The thing you might not have expected to learn: the most worrying emotional attacks aren't the ones that scramble the model's reasoning, but the ones that leave the reasoning intact and silently change its conclusions — which is why standard safety benchmarks miss them entirely.


Sources 8 notes

How vulnerable are reasoning models to irrelevant text?

Appending semantically unrelated sentences to math problems significantly increases error rates in reasoning models. These query-agnostic triggers discovered on cheaper models transfer effectively to stronger models and also inflate response length.

Why do reasoning models fail under manipulative prompts?

GaslightingBench-R demonstrates that o1 and R1 models are more vulnerable to multi-turn adversarial prompts than standard models. Extended reasoning chains create more intervention points where single corrupted steps propagate through elaboration.

Are reasoning models actually more vulnerable to manipulation?

GaslightingBench-R shows that multi-turn manipulative prompts reduce reasoning model accuracy significantly more than standard models. Extended chains create more corruption points, allowing single wrong steps to propagate into confident incorrect conclusions.

Can emotional phrases in prompts improve language model performance?

Testing EmotionPrompt across ChatGPT, Bard, and Llama 2 showed consistent performance gains from appending psychological phrases like "This is very important to my career." The effect works through motivational framing rather than new information, with positive emotional words driving over 50% of improvements.

Does emotional tone in prompts change what information LLMs provide?

GPT-4 exhibits emotional rebound (negative prompts yield ~86% neutral-positive responses) and a tone floor (positive prompts rarely go negative), causing identical questions to receive different answers depending on emotional framing. This bias is suppressed only on sensitive topics where alignment constraints override tone effects.

Does empathy training make AI systems less reliable?

Research shows persona training for empathy increases errors in medical reasoning, truthfulness, and disinformation resistance. Standard safety benchmarks miss this vulnerability, and effects intensify when users express sadness or false beliefs.

Does model confidence predict robustness to prompt changes?

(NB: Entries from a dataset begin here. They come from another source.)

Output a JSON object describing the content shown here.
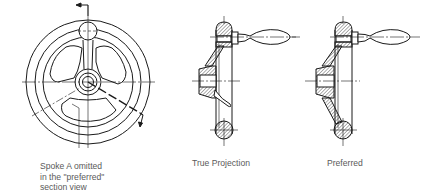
{
  "figure": {
    "type": "engineering-drawing"
  },
  "views": [
    {
      "id": "front-view",
      "caption_lines": [
        "Spoke A omitted",
        "in the \"preferred\"",
        "section view"
      ]
    },
    {
      "id": "true-projection",
      "caption_lines": [
        "True Projection"
      ]
    },
    {
      "id": "preferred",
      "caption_lines": [
        "Preferred"
      ]
    }
  ],
  "colors": {
    "line": "#1a1a1a",
    "hatch": "#333333",
    "caption": "#5a5a5a",
    "background": "#ffffff"
  }
}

ProSA found that when models are highly confident, they resist prompt rephrasing; low confidence causes major output swings. Larger models, few-shot examples, and objective tasks all correlate with higher confidence and greater robustness.

Can emotion rewards make language models genuinely empathic?

RLVER uses a simulated user's emotion trajectory as an RL reward signal, enabling GRPO to deliver stable empathy improvements while maintaining dialogue quality—countering the typical trade-off between preference optimization and conversational grounding.